GAO: AMC overstated savings from job reductions
The outsourcing of the two software centers is part of the Army Materiel Command's larger effort to free up money for modernization. But faulty accounting may have led the Army to overstate by hundreds of millions of dollars the amount of savings likely to result from instituting best business practices and eliminating government jobs, according to a report the General Accounting Office released last month.
The outsourcing of the two software centers is part of the Army Materiel Command's larger effort to free up money for modernization. But faulty accounting may have led the Army to overstate by hundreds of millions of dollars the amount of savings likely to result from instituting best business practices and eliminating government jobs, according to a report the General Accounting Office released last month.
According to the report, "Status of Efforts to Implement Personnel Reductions in the Army Materiel Command," AMC's plan to eliminate 8,530 civilian positions throughout many of its depots and research and testing facilities by fiscal 2004, as well as its initiatives to re-engineer its business practices, will fall short of reaching the Army's goal of $1.4 billion in savings.
GAO's study determined that the Army relied on an erroneous increase in civilian salary costs for the average employee. For example, the Army assumed that average civilian pay would increase by 2 percent each year between 1999 and 2005, except during fiscal 2001, when pay would increase by 14 percent. According to GAO, "Had the Army applied a 2 percent increase consistently...we estimate that the total savings would be reduced by about $52 million."

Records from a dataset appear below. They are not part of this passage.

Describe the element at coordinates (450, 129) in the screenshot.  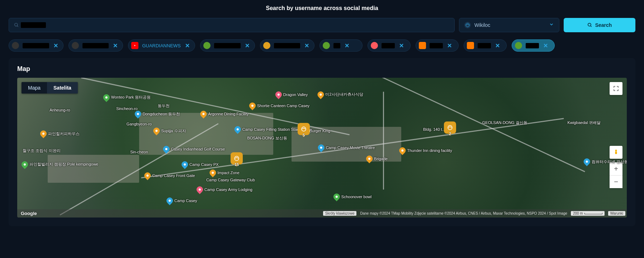
I see `map-cluster-marker: 2` at that location.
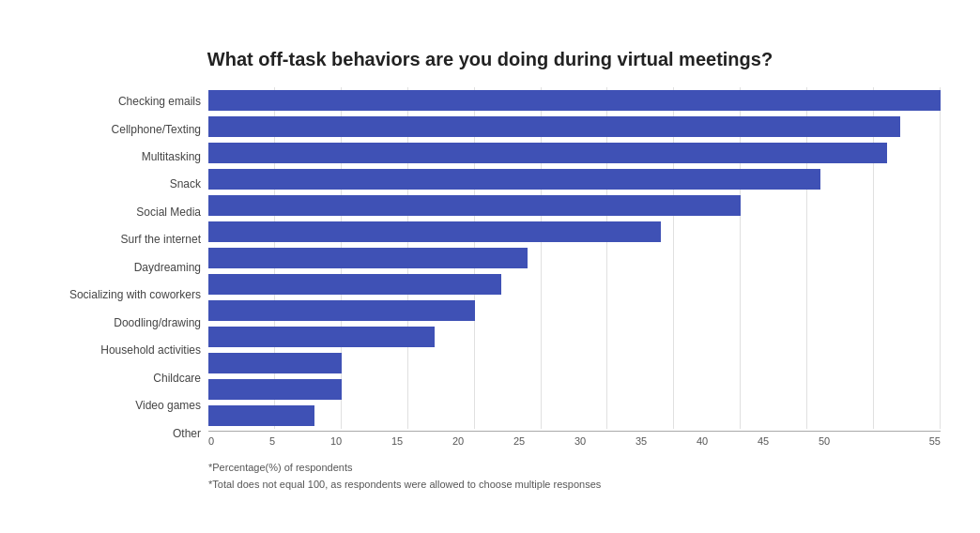 The width and height of the screenshot is (980, 533). What do you see at coordinates (727, 441) in the screenshot?
I see `x-tick: 40` at bounding box center [727, 441].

GAO also found that AMC had counted $182.6 million in savings from eliminating positions funded through organizations other than AMC. "While this will reduce personnel levels in AMC, the dollar savings will accrue to other organizations," GAO said.
AMC undertook the personnel reduction plan as a result of the 1997 Quadrennial Defense Review, which directed the Army to reduce personnel servicewide to free up money for critical modernization programs. By fiscal 2004, the QDR will reduce the number of AMC personnel from 102,000 to about 48,000, according to GAO.